The sonic quality is better than I’ve ever heard the album sound. Sure, Ozzy, Tony, and Geezer sound great, but what really got to me was Bill Ward’s drums. The cymbals in War Pigs and their placement made me chuckle a little because they sounded so good. The rest of his kit blew me away as he railed on it throughout the track. In my opinion, he is the start of War Pigs. Prior to hearing this Quadio release, I would’ve never said that or even thought anyone would say that. So enjoyable!
More Quadio Please
Similar to many immersive releases, these Quadio albums turned me on to music I’d never have listened to previously. I’ve heard of Gordon Lightfoot, Spinners, and Jefferson Starship obviously, but time is precious and I wouldn’t have spent it on listening to them. Until now. The excellent sound quality, high dynamic range, and engaging Quadio mixes on the albums makes for an incredibly enjoyable experience.

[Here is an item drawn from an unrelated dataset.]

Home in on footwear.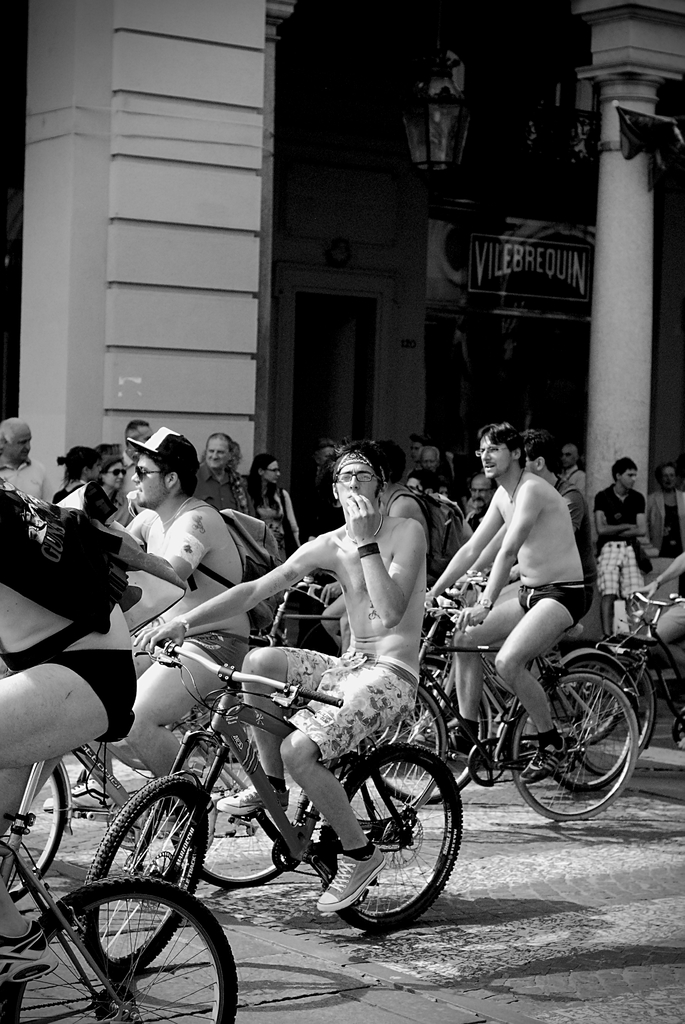
Homed in at rect(0, 913, 64, 986).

Quadio releases in 2023 included:
Alice Cooper - Billion Dollar Babies
America - Holiday
Charles Mingues - Mingues Moves
J. Geils Band - Nightmares
Black Sabbath - Paranoid
Jefferson Starship - Red Octopus
Spinners - Spinners
Gordon Lightfoot - Sundown
Releases in 2024 (sor far):
Randy Newman - Good Old Boys (Jan 19th)
War - The World Is A Ghetto (Jan 19th)
Average White Band - AWB (Jan 19th)
Gil Evans - Svengali (Jan 19th)
Check out the Rhino Quadio page for more information - Rhino Quadio
Quadio Wrap Up
Rhino baking fifty year old tapes to bring them back to life and produce fantastic high resolution quad releases, wasn’t on my bingo card a couple years ago. As of a few months ago, listening to quad releases wasn’t on my bingo card either. Fortunately the releases kept coming and I finally took the chance on something many of my audiophile friends had already known and loved. I didn’t listen to naysayers who said quad’s ship had sailed nor did I listen to those saying it was fantastic. I just want to make up my own mind, independent of external influences and I’m so very happy I jumped into quad, and that Rhino is delivering Quadio releases on Blu-ray. This isn’t just a search for out of print titles, it’s a real thing happening now and I love it.